Sundays

(For Nasudi Francine, b/c she asks questions why I have stayed away from home for so long)


Sundays remind
me of chill and rain
and your story
about your pain,
dear daughter,
caring child,
resilient recipient
of residual loves
some kind of
a sweet surrender
from a parent
who calls you
on the phone
to declare
his presence
but is always
absent
in the cold of mornings
in the warmth of evenings
in the affirming power
of distances.

The parent you miss
does not come
with the brilliant sun
before it sets
as your mother does
or as you ask
your mother
for her to come home
before night falls
on our door
where I used to come in
into your huge smile
into your wide embrace
into your baby laughter.
He promises you bribes,
the father in a faraway place
where dreams are aplenty
and your missing each
other is real
his bribes
you do not understand:
Barbie, Dora,
crayons the color
of the rainbow after
the drizzle announcing
some singing
or chocolates he buys
from stores he goes
to vend his private sorrow,
leave it there
in the stacks of sweets
to mix with bitterness
and the promise of grace
in the wrappings of gifts
in the ribbons of boxes
to hide the telltale tears,
permanent residents
of his heavy heart.

It is always like this,
dear daughter,
caring child,
it is always like this
for all parents
leaving the land a dictator
created out of conjugal caprice
to find some signs of living
in some place somewhere else.

You have asked me
what I do here
in the land of migrants
in the land of familiar estrangements
in the land of small and big inequities
you do not see.

I tell you:
I work each day, 24/7
I dream each week,7/4
I write poems each month, 4/12
to make us live
to help the country live a life
to redeem ourselves
from this indenture in decades
from this wretchedness
of our wits
from this penury
of our broken spirits
from this deprivation
of our captive minds
twins all, doubles
to our loving
our people
to our loving
our land.

Ah, parents go away
this time around.

We all do.
Mothers missing
a child's first word.
Fathers not hearing
a child's night prayer
on her bed.

There is nowhere
else to go but
to leave the heartland
to live with a generous heart.
But we will
all come home
at the appointed time
spring or no spring
winter or no winter
summer or no summer
fall or no fall.

We will come home to roost
and remember all the loving
and remember all the days we lost
and remember all the child's pains
we missed healing.

It is Sunday here again
and the cold in this tailend
of winter gets into the bones.
I remember your singing
in the rain, and merrily so,
and your asking me
if in this strange land
the rain comes to whip
my window the way
it does in your room's.

I said, yes, rains
come into my room
even on Sundays like now
and they wash away
my window pane
where I always see you
cavorting with your angels.


Torrance, CA

2 comments:

Spindrift said...

So many diferrent emotions felt, a very beautiful and real depiction.

Ariel said...

Jeffrey, thank you so much. Come visit if you got time.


**Instructions for the task**
Only lines holding "foramen" are needed; copy each of them from the data below.

**Exercise inputs**
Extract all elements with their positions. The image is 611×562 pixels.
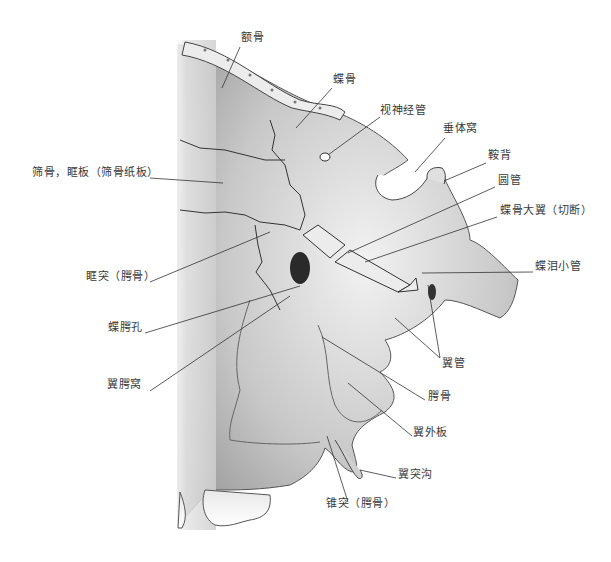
label-orbital-process-palatine: 眶突（腭骨） bbox=[86, 270, 155, 283]
label-palatine-bone: 腭骨 bbox=[428, 390, 451, 403]
label-lateral-pterygoid-plate: 翼外板 bbox=[413, 426, 448, 439]
label-sphenoid-bone: 蝶骨 bbox=[333, 73, 356, 86]
label-palatovaginal-canal: 蝶泪小管 bbox=[535, 260, 581, 273]
label-foramen-rotundum: 圆管 bbox=[498, 174, 521, 187]
label-pterygoid-canal: 翼管 bbox=[442, 357, 465, 370]
label-ethmoid-orbital-plate: 筛骨，眶板（筛骨纸板） bbox=[32, 166, 159, 179]
label-pterygoid-hamulus-groove: 翼突沟 bbox=[398, 468, 433, 481]
label-frontal-bone: 额骨 bbox=[241, 31, 264, 44]
label-sphenopalatine-foramen: 蝶腭孔 bbox=[108, 321, 143, 334]
label-greater-wing-cut: 蝶骨大翼（切断） bbox=[500, 204, 592, 217]
label-optic-canal: 视神经管 bbox=[380, 104, 426, 117]
label-pyramidal-process-palatine: 锥突（腭骨） bbox=[326, 497, 395, 510]
label-hypophyseal-fossa: 垂体窝 bbox=[443, 122, 478, 135]
label-dorsum-sellae: 鞍背 bbox=[488, 149, 511, 162]
anatomy-diagram: 额骨 蝶骨 视神经管 垂体窝 筛骨，眶板（筛骨纸板） 鞍背 圆管 蝶骨大翼（切断… bbox=[0, 0, 611, 562]
sphenopalatine-foramen-shadow bbox=[290, 252, 310, 284]
label-pterygopalatine-fossa: 翼腭窝 bbox=[107, 378, 142, 391]
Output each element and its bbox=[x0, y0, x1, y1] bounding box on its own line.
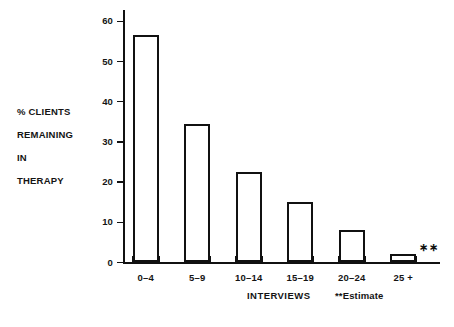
x-axis-label-5: 25 + bbox=[377, 272, 429, 283]
y-axis-tick-label: 40 bbox=[91, 96, 113, 107]
y-axis-tick bbox=[117, 61, 123, 63]
bar-chart-figure: % CLIENTS REMAINING IN THERAPY 010203040… bbox=[0, 0, 454, 327]
y-axis-tick bbox=[117, 21, 123, 23]
y-axis-tick bbox=[117, 141, 123, 143]
bar-20-24 bbox=[339, 230, 365, 263]
y-axis-tick-label: 20 bbox=[91, 176, 113, 187]
bar-0-4 bbox=[133, 35, 159, 263]
bar-25 bbox=[390, 254, 416, 262]
x-axis-label-0: 0–4 bbox=[120, 272, 172, 283]
x-axis-label-4: 20–24 bbox=[326, 272, 378, 283]
y-axis-tick-label: 60 bbox=[91, 15, 113, 26]
y-axis-tick-label: 0 bbox=[91, 257, 113, 268]
bar-10-14 bbox=[236, 172, 262, 263]
y-axis-tick bbox=[117, 181, 123, 183]
plot-area: 0102030405060 0–45–910–1415–1920–2425 + … bbox=[0, 0, 454, 327]
x-axis-label-3: 15–19 bbox=[274, 272, 326, 283]
y-axis-tick bbox=[117, 101, 123, 103]
y-axis-tick-label: 30 bbox=[91, 136, 113, 147]
x-axis-title: INTERVIEWS bbox=[247, 290, 310, 301]
y-axis-tick-label: 50 bbox=[91, 56, 113, 67]
x-axis-label-1: 5–9 bbox=[171, 272, 223, 283]
y-axis-tick-label: 10 bbox=[91, 216, 113, 227]
x-axis-label-2: 10–14 bbox=[223, 272, 275, 283]
estimate-asterisk-marker: ∗∗ bbox=[419, 242, 439, 253]
y-axis-tick bbox=[117, 222, 123, 224]
bar-5-9 bbox=[184, 124, 210, 263]
bar-15-19 bbox=[287, 202, 313, 262]
estimate-footnote: **Estimate bbox=[335, 290, 384, 301]
y-axis-tick bbox=[117, 262, 123, 264]
y-axis-line bbox=[123, 10, 125, 264]
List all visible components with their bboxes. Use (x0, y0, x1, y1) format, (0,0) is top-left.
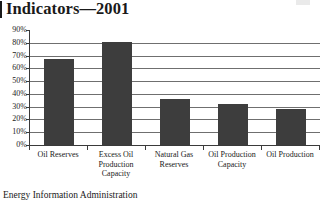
bar-slot (30, 30, 88, 145)
y-tick-label: 70% (0, 52, 27, 60)
bar-series (30, 30, 320, 145)
bar-slot (88, 30, 146, 145)
source-caption: Energy Information Administration (3, 190, 137, 201)
bar (44, 59, 74, 145)
y-tick-label: 0% (0, 141, 27, 149)
x-category-label: Excess Oil Production Capacity (87, 150, 145, 179)
bar (102, 42, 132, 146)
bar (218, 104, 248, 145)
page-title: Indicators—2001 (0, 0, 328, 22)
y-tick-label: 60% (0, 64, 27, 72)
y-tick-label: 50% (0, 77, 27, 85)
bar (160, 99, 190, 145)
x-category-label: Oil Production Capacity (203, 150, 261, 169)
y-tick-label: 90% (0, 26, 27, 34)
bar-slot (262, 30, 320, 145)
y-axis-tick-labels: 90%80%70%60%50%40%30%20%10%0% (0, 24, 27, 148)
y-tick-label: 10% (0, 128, 27, 136)
bar (276, 109, 306, 145)
bar-slot (146, 30, 204, 145)
bar-chart: 90%80%70%60%50%40%30%20%10%0% Oil Reserv… (0, 24, 328, 184)
y-tick-label: 40% (0, 90, 27, 98)
bar-slot (204, 30, 262, 145)
plot-area (29, 30, 320, 146)
x-category-label: Oil Production (261, 150, 319, 160)
y-tick-label: 80% (0, 39, 27, 47)
x-category-label: Natural Gas Reserves (145, 150, 203, 169)
x-category-label: Oil Reserves (29, 150, 87, 160)
title-text: Indicators—2001 (2, 0, 129, 18)
y-tick-label: 30% (0, 103, 27, 111)
y-tick-label: 20% (0, 115, 27, 123)
x-axis-category-labels: Oil ReservesExcess Oil Production Capaci… (29, 150, 320, 184)
cropped-page-artifact (296, 0, 310, 5)
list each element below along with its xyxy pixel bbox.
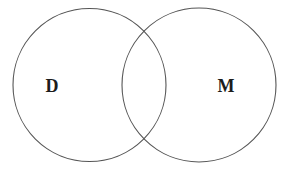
venn-diagram-canvas: [0, 0, 292, 175]
set-label-left: D: [45, 77, 58, 95]
set-label-right: M: [217, 77, 234, 95]
venn-diagram: D M: [0, 0, 292, 175]
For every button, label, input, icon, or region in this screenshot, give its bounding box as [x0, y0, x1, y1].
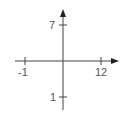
x-axis-arrow-icon — [111, 58, 119, 64]
y-tick-label-1: 1 — [50, 91, 56, 103]
coordinate-axes-diagram: -1 12 7 1 — [0, 0, 125, 114]
x-tick-label-neg1: -1 — [18, 66, 28, 78]
x-tick-label-12: 12 — [95, 66, 107, 78]
y-axis-arrow-icon — [60, 9, 66, 17]
y-tick-label-7: 7 — [49, 19, 55, 31]
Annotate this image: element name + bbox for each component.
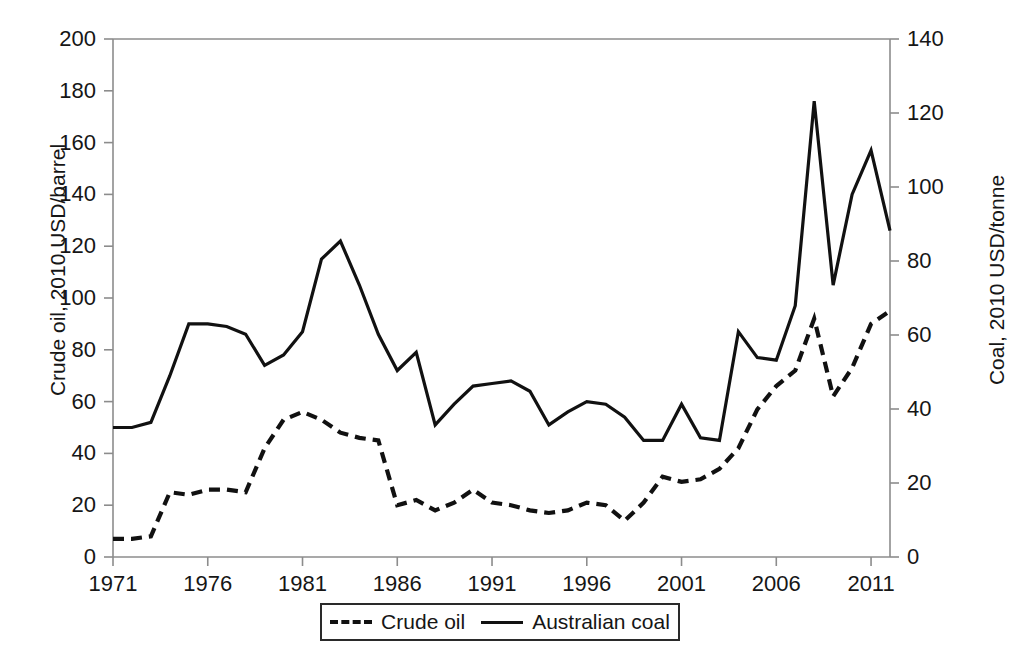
y-tick-label-left: 40 [33,442,96,464]
series-line-crude-oil [113,311,890,539]
y-tick-label-left: 120 [33,235,96,257]
y-tick-label-right: 100 [907,176,944,198]
series-line-australian-coal [113,101,890,440]
y-tick-label-left: 60 [33,391,96,413]
legend-item-australian-coal: Australian coal [481,610,670,634]
y-tick-label-right: 140 [907,28,944,50]
x-tick-label: 1976 [163,573,253,595]
x-tick-label: 1991 [447,573,537,595]
y-tick-label-right: 0 [907,546,919,568]
y-tick-label-left: 0 [33,546,96,568]
y-tick-label-left: 100 [33,287,96,309]
chart-legend: Crude oil Australian coal [320,603,680,641]
y-tick-label-left: 180 [33,80,96,102]
x-tick-label: 1981 [258,573,348,595]
y-tick-label-left: 160 [33,132,96,154]
y-tick-label-left: 20 [33,494,96,516]
y-tick-label-left: 200 [33,28,96,50]
dashed-line-icon [330,620,372,624]
legend-label-australian-coal: Australian coal [532,610,670,634]
y-tick-label-right: 20 [907,472,931,494]
legend-item-crude-oil: Crude oil [330,610,465,634]
y-tick-label-right: 40 [907,398,931,420]
x-tick-label: 1986 [352,573,442,595]
x-tick-label: 2006 [731,573,821,595]
legend-label-crude-oil: Crude oil [381,610,465,634]
y-tick-label-left: 80 [33,339,96,361]
x-tick-label: 2011 [826,573,916,595]
y-tick-label-left: 140 [33,183,96,205]
y-tick-label-right: 80 [907,250,931,272]
y-tick-label-right: 60 [907,324,931,346]
x-tick-label: 1996 [542,573,632,595]
solid-line-icon [481,621,523,624]
x-tick-label: 2001 [637,573,727,595]
x-tick-label: 1971 [68,573,158,595]
y-tick-label-right: 120 [907,102,944,124]
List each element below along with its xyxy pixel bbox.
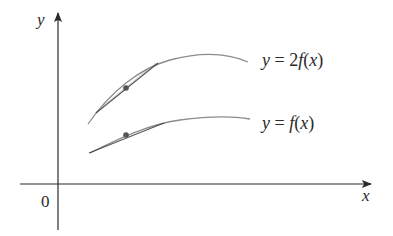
tangent-point-2f xyxy=(123,85,129,91)
x-axis-label: x xyxy=(361,186,370,205)
label-f: y = f(x) xyxy=(260,113,314,134)
tangent-point-f xyxy=(123,132,129,138)
tangent-line-f xyxy=(89,123,164,153)
origin-label: 0 xyxy=(41,192,50,211)
curve-2f xyxy=(88,54,248,124)
label-2f: y = 2f(x) xyxy=(260,50,323,71)
function-graph: y x 0 y = 2f(x) y = f(x) xyxy=(0,0,393,236)
curve-f xyxy=(90,117,250,153)
y-axis-label: y xyxy=(35,10,45,29)
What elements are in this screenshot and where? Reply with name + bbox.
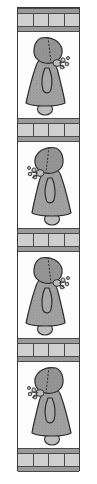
sunbonnet-figure [18, 142, 79, 228]
sashing-cell [18, 344, 34, 356]
sashing-cell [34, 344, 50, 356]
sashing-cells [18, 454, 79, 466]
sashing-cell [49, 124, 65, 136]
sashing-band-5 [18, 448, 79, 472]
sashing-band-1 [18, 8, 79, 32]
sunbonnet-block-4 [18, 362, 79, 448]
sashing-cell [65, 14, 80, 26]
sashing-cells [18, 14, 79, 26]
arm [45, 178, 55, 203]
sunbonnet-figure [18, 362, 79, 448]
sashing-band-4 [18, 338, 79, 362]
quilt-canvas [0, 0, 97, 484]
sashing-cell [49, 344, 65, 356]
sunbonnet-block-3 [18, 252, 79, 338]
sunbonnet-block-1 [18, 32, 79, 118]
quilt-panel [17, 7, 80, 471]
sashing-cell [65, 234, 80, 246]
sashing-cell [65, 454, 80, 466]
sashing-band-3 [18, 228, 79, 252]
sashing-cell [18, 14, 34, 26]
sunbonnet-figure [18, 252, 79, 338]
sashing-cell [49, 454, 65, 466]
sashing-cell [49, 234, 65, 246]
sashing-cell [18, 124, 34, 136]
arm [42, 288, 52, 313]
sashing-band-2 [18, 118, 79, 142]
arm [42, 68, 52, 93]
sunbonnet-sue-icon [18, 32, 79, 118]
sashing-cells [18, 344, 79, 356]
sashing-cell [34, 234, 50, 246]
sunbonnet-sue-icon [18, 142, 79, 228]
sashing-cell [49, 14, 65, 26]
sashing-cells [18, 124, 79, 136]
sashing-cell [34, 454, 50, 466]
sashing-cell [34, 124, 50, 136]
sashing-cell [34, 14, 50, 26]
arm [45, 398, 55, 423]
sashing-cell [65, 124, 80, 136]
sunbonnet-block-2 [18, 142, 79, 228]
sashing-cells [18, 234, 79, 246]
sashing-cell [65, 344, 80, 356]
sunbonnet-figure [18, 32, 79, 118]
sunbonnet-sue-icon [18, 252, 79, 338]
sashing-rail-bottom [18, 466, 79, 472]
sashing-cell [18, 234, 34, 246]
sashing-cell [18, 454, 34, 466]
sunbonnet-sue-icon [18, 362, 79, 448]
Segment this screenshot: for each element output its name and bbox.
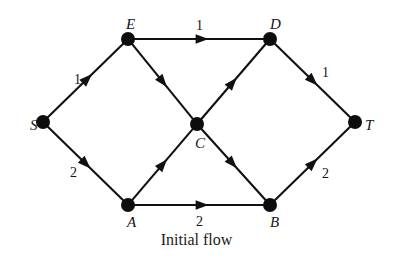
node-d [263,32,277,46]
node-b [263,198,277,212]
edge-a-to-c [132,129,193,201]
node-a [121,198,135,212]
edge-flow-label-s-a: 2 [70,166,77,180]
node-e [121,32,135,46]
edge-flow-label-b-t: 2 [322,167,329,181]
node-label-e: E [126,17,135,32]
node-layer [36,32,362,212]
node-label-s: S [30,118,38,133]
edge-e-to-d [134,34,264,44]
edge-c-to-b [201,128,266,200]
arrow-head-icon [196,200,209,210]
edge-b-to-t [274,126,350,201]
edge-flow-label-e-d: 1 [196,19,203,33]
edge-flow-label-a-b: 2 [196,215,203,229]
edge-a-to-b [134,200,264,210]
edge-d-to-t [274,43,350,118]
edge-s-to-e [47,43,123,118]
node-label-b: B [270,215,279,230]
figure-caption: Initial flow [0,232,393,248]
edge-s-to-a [47,126,123,201]
edge-e-to-c [132,44,193,120]
node-label-d: D [270,17,281,32]
edge-flow-label-d-t: 1 [322,66,329,80]
node-label-c: C [195,136,205,151]
arrow-head-icon [196,34,209,44]
edge-flow-label-s-e: 1 [74,73,81,87]
edge-c-to-d [201,44,266,120]
network-flow-figure: SEDCABT 121212 Initial flow [0,0,393,257]
node-label-t: T [365,118,373,133]
node-t [348,115,362,129]
node-c [190,117,204,131]
node-s [36,115,50,129]
node-label-a: A [127,215,136,230]
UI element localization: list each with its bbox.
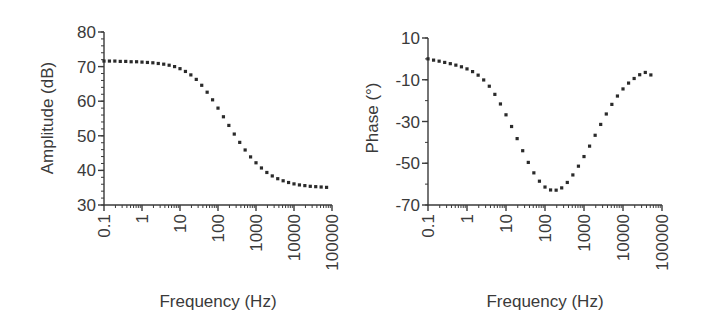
y-tick-label: 70 (77, 58, 96, 77)
data-point (276, 177, 279, 180)
data-point (238, 141, 241, 144)
data-point (303, 184, 306, 187)
data-point (566, 181, 569, 184)
data-point (227, 124, 230, 127)
data-point (621, 87, 624, 90)
x-tick-label: 1 (133, 214, 152, 223)
data-point (222, 115, 225, 118)
data-point (610, 103, 613, 106)
data-point (471, 70, 474, 73)
x-tick-label: 100000 (323, 214, 342, 271)
x-tick-label: 10000 (285, 214, 304, 261)
data-point (206, 91, 209, 94)
x-tick-label: 10000 (614, 214, 633, 261)
data-point (488, 85, 491, 88)
data-point (543, 185, 546, 188)
phase-chart: -70-50-30-1010 0.1110100100010000100000 … (363, 29, 672, 311)
data-point (493, 93, 496, 96)
data-point (516, 137, 519, 140)
data-point (135, 60, 138, 63)
data-point (325, 186, 328, 189)
data-point (309, 185, 312, 188)
data-point (119, 60, 122, 63)
data-point (271, 174, 274, 177)
data-point (233, 132, 236, 135)
data-point (605, 112, 608, 115)
data-point (102, 59, 105, 62)
data-point (482, 78, 485, 81)
data-point (146, 61, 149, 64)
data-point (499, 102, 502, 105)
data-point (178, 67, 181, 70)
x-tick-label: 100 (209, 214, 228, 242)
amplitude-y-axis: 304050607080 (77, 23, 104, 215)
data-point (477, 74, 480, 77)
data-point (504, 113, 507, 116)
data-point (211, 98, 214, 101)
y-tick-label: 10 (401, 29, 420, 48)
x-tick-label: 0.1 (419, 214, 438, 238)
data-point (538, 180, 541, 183)
data-point (649, 73, 652, 76)
data-point (616, 94, 619, 97)
data-point (588, 145, 591, 148)
data-point (195, 78, 198, 81)
data-point (449, 62, 452, 65)
data-point (168, 64, 171, 67)
phase-data-points (426, 57, 652, 192)
amplitude-x-axis: 0.1110100100010000100000 (95, 205, 342, 271)
x-tick-label: 1000 (575, 214, 594, 252)
data-point (216, 107, 219, 110)
y-tick-label: -70 (395, 196, 420, 215)
y-tick-label: -30 (395, 113, 420, 132)
phase-x-axis: 0.1110100100010000100000 (419, 205, 672, 271)
amplitude-chart: 304050607080 0.1110100100010000100000 Fr… (38, 23, 342, 311)
phase-y-axis: -70-50-30-1010 (395, 29, 428, 215)
y-tick-label: -50 (395, 154, 420, 173)
data-point (298, 183, 301, 186)
y-tick-label: 60 (77, 92, 96, 111)
phase-y-axis-label: Phase (°) (363, 82, 382, 153)
data-point (454, 64, 457, 67)
data-point (460, 65, 463, 68)
data-point (549, 188, 552, 191)
data-point (510, 125, 513, 128)
x-tick-label: 100 (536, 214, 555, 242)
x-tick-label: 1 (458, 214, 477, 223)
data-point (577, 165, 580, 168)
y-tick-label: 40 (77, 161, 96, 180)
data-point (627, 81, 630, 84)
y-tick-label: 80 (77, 23, 96, 42)
data-point (244, 148, 247, 151)
data-point (582, 155, 585, 158)
data-point (555, 189, 558, 192)
x-tick-label: 0.1 (95, 214, 114, 238)
amplitude-data-points (102, 59, 328, 188)
data-point (189, 73, 192, 76)
data-point (443, 61, 446, 64)
data-point (124, 60, 127, 63)
data-point (249, 155, 252, 158)
data-point (151, 61, 154, 64)
data-point (571, 173, 574, 176)
data-point (184, 70, 187, 73)
data-point (157, 62, 160, 65)
x-tick-label: 10 (171, 214, 190, 233)
data-point (162, 63, 165, 66)
data-point (314, 185, 317, 188)
data-point (633, 77, 636, 80)
y-tick-label: 30 (77, 196, 96, 215)
bode-plot-figure: 304050607080 0.1110100100010000100000 Fr… (0, 0, 702, 328)
data-point (432, 59, 435, 62)
data-point (320, 185, 323, 188)
x-tick-label: 1000 (247, 214, 266, 252)
data-point (438, 60, 441, 63)
data-point (200, 84, 203, 87)
amplitude-y-axis-label: Amplitude (dB) (38, 62, 57, 174)
data-point (521, 149, 524, 152)
x-tick-label: 100000 (653, 214, 672, 271)
data-point (594, 134, 597, 137)
y-tick-label: 50 (77, 127, 96, 146)
data-point (282, 179, 285, 182)
data-point (108, 59, 111, 62)
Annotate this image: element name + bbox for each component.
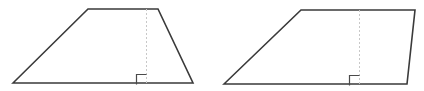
trapezoid-left-outline	[13, 9, 193, 83]
trapezoid-right-outline	[224, 10, 415, 84]
figure-trapezoid-left	[13, 9, 193, 85]
figure-trapezoid-right	[224, 10, 415, 86]
diagram-canvas	[0, 0, 424, 91]
trapezoids-diagram	[0, 0, 424, 91]
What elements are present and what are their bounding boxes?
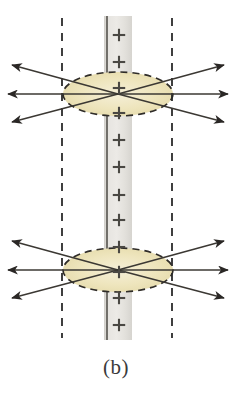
figure-caption: (b) (0, 355, 232, 380)
physics-field-diagram (0, 0, 232, 405)
figure-container: (b) (0, 0, 232, 405)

**Answer to this task**
label-foramen-rotundum: 圆管 bbox=[498, 174, 521, 187]
label-sphenopalatine-foramen: 蝶腭孔 bbox=[108, 321, 143, 334]
sphenopalatine-foramen-shadow bbox=[290, 252, 310, 284]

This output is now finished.